Calais, after the Jungle

A collection of images from the former Calais ‘Jungle’ camp and surrounding areas taken in July 2019.

This is a photo essay documenting Calais — both the former camp and the city’s wider landscapes and infrastructures.

Calais’ most recurrent architecture has arguably become the tall, closely knitted white steel fences and concrete walls designed to enforce the UK border, including the port and Eurotunnel terminals. These also surround the now defunct camp and are emerging in several other parts of Calais where new, much smaller improvised camps spring up. These barriers also serve a second function — to obscure and ‘invisibilise’ displaced people from everyday (French) life. Indeed, invisibility is in part important to displaced people in Calais, their aim often being to cross the border undetected. While highly punitive measures ensure that another camp is not built on the site of the Jungle, Calais is still home to a large number of displaced people who are not allowed to ‘install themselves’ — they cannot sit or lie down. Instead they are forced into a constant movement, hiding in bushes and wooded areas, silently occupying unseen, obscured and fenced-in parts of the city and its suburbs.

Meanwhile, the site of the former camp has been transformed into an eco-park. In this setting, ‘natural’ ecology is cultivated to erase displaced people, their histories, and practices for survival. In the camp-become-eco-park fen orchids have taken root, thick scrub, a community of horses, artificially constructed sand dunes, various small ponds, and a bird viewing hide. These new ‘architectures’ take on a new function as part of wider bordering practice in France. The ponds flood the area to prevent people from being able to camp or sleep in the space, and the bird hide and newly built boardwalks provide the regularly patrolling CRS police with vantage points for surveilling the area.

The complete photo essay can be found as a separate publication of the same name.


EXERCISE INSTRUCTIONS
Which lines of the records contain the word "name"? Show each of them.

THE DATA
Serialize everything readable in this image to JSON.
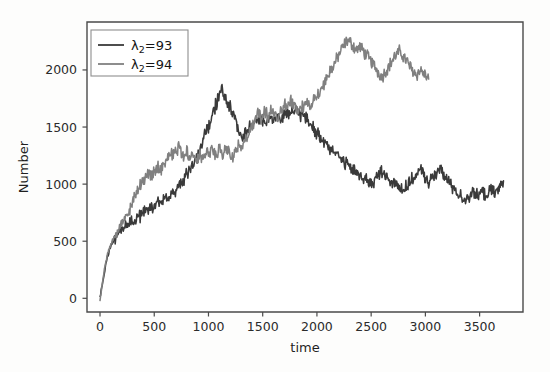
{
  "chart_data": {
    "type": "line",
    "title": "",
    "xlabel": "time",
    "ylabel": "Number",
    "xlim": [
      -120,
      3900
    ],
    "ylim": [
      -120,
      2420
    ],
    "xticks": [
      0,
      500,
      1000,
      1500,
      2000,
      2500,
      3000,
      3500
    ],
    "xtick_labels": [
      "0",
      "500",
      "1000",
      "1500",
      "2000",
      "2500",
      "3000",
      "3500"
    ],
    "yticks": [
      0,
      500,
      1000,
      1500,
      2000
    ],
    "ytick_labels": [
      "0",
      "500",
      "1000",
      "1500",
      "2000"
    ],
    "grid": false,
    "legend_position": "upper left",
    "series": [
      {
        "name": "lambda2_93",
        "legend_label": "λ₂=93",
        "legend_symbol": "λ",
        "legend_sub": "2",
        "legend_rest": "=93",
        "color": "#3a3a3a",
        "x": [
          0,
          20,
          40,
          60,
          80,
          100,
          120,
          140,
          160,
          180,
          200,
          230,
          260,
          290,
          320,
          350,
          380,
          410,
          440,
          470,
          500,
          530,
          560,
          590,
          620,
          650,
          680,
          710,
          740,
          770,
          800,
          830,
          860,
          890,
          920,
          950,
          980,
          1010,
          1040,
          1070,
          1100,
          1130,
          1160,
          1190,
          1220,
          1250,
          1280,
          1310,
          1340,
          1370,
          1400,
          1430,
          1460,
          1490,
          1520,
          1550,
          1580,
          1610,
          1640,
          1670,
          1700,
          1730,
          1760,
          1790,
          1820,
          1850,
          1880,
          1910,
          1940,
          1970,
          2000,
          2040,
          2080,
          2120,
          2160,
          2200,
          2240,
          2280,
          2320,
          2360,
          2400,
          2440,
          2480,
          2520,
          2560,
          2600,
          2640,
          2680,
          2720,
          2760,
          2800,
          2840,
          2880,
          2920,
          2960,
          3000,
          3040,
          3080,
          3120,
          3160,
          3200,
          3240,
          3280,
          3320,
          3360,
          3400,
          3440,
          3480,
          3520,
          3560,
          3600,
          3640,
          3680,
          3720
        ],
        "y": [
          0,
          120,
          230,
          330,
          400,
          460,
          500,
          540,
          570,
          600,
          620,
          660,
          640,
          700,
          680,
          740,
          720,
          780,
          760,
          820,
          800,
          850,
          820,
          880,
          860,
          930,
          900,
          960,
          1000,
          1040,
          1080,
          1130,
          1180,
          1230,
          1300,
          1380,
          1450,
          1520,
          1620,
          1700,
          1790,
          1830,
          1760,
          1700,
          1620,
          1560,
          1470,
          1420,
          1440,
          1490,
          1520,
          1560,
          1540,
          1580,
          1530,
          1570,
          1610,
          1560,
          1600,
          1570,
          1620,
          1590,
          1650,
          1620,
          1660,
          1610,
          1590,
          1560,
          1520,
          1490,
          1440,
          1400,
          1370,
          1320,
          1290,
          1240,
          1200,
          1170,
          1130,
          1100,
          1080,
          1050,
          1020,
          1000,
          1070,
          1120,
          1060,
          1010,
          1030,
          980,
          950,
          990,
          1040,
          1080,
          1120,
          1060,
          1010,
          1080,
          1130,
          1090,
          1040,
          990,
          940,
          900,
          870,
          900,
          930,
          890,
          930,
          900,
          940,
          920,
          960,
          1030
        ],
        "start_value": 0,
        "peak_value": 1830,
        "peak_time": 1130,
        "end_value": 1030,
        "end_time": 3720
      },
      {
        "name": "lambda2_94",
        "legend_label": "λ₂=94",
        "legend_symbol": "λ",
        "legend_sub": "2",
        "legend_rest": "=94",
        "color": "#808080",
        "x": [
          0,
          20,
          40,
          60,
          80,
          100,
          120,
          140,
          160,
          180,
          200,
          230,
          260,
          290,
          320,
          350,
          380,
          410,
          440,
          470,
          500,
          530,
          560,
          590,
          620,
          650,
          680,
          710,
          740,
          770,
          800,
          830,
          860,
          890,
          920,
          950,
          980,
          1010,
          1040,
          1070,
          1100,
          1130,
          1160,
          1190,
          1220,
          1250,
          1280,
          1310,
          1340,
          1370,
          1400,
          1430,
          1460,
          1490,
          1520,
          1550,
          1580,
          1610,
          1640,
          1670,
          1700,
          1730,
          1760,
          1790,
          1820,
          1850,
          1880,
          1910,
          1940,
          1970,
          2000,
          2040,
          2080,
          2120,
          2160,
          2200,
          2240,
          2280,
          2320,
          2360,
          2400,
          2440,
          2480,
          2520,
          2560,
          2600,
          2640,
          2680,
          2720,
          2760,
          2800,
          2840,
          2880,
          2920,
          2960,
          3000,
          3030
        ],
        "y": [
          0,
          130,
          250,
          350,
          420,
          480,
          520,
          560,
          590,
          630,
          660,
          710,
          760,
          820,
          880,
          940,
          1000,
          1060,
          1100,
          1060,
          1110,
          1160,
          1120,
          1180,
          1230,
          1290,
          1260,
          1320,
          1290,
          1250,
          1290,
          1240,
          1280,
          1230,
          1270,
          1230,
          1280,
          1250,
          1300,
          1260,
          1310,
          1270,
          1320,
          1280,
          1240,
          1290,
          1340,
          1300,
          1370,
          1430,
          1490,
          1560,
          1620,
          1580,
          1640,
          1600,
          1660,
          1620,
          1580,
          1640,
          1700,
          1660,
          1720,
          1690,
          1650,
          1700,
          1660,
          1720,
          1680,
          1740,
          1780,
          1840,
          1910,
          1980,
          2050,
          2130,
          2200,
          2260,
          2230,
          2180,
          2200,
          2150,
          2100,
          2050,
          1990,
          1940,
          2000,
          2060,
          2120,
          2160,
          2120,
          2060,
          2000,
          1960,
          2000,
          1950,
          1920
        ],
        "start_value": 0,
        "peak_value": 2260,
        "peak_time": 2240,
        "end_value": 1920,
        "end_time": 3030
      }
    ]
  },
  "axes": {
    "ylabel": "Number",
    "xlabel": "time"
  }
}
* * *
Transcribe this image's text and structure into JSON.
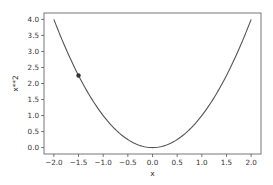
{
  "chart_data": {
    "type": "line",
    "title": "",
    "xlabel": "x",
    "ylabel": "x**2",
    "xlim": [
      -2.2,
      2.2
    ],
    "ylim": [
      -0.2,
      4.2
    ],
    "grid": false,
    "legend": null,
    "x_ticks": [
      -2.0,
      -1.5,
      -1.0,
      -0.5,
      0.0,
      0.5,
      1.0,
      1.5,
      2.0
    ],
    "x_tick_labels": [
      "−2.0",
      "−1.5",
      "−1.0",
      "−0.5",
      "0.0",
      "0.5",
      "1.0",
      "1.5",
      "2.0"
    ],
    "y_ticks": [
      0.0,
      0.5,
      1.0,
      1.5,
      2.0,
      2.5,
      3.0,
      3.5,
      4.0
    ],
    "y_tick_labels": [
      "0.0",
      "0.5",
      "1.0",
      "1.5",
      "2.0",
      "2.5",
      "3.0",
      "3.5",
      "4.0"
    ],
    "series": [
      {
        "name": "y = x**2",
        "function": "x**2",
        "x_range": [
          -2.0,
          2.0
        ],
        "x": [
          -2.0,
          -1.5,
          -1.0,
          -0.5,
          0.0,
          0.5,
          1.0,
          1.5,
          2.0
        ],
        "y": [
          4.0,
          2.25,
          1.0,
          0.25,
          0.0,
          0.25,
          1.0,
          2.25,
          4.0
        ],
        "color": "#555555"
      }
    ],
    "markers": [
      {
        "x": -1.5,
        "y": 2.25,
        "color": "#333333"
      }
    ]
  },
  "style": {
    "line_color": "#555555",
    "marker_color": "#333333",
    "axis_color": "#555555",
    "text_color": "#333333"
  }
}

ANSWER FOR THE TASK
        "name": "lambda2_93",
        "name": "lambda2_94",
        "name": "y = x**2",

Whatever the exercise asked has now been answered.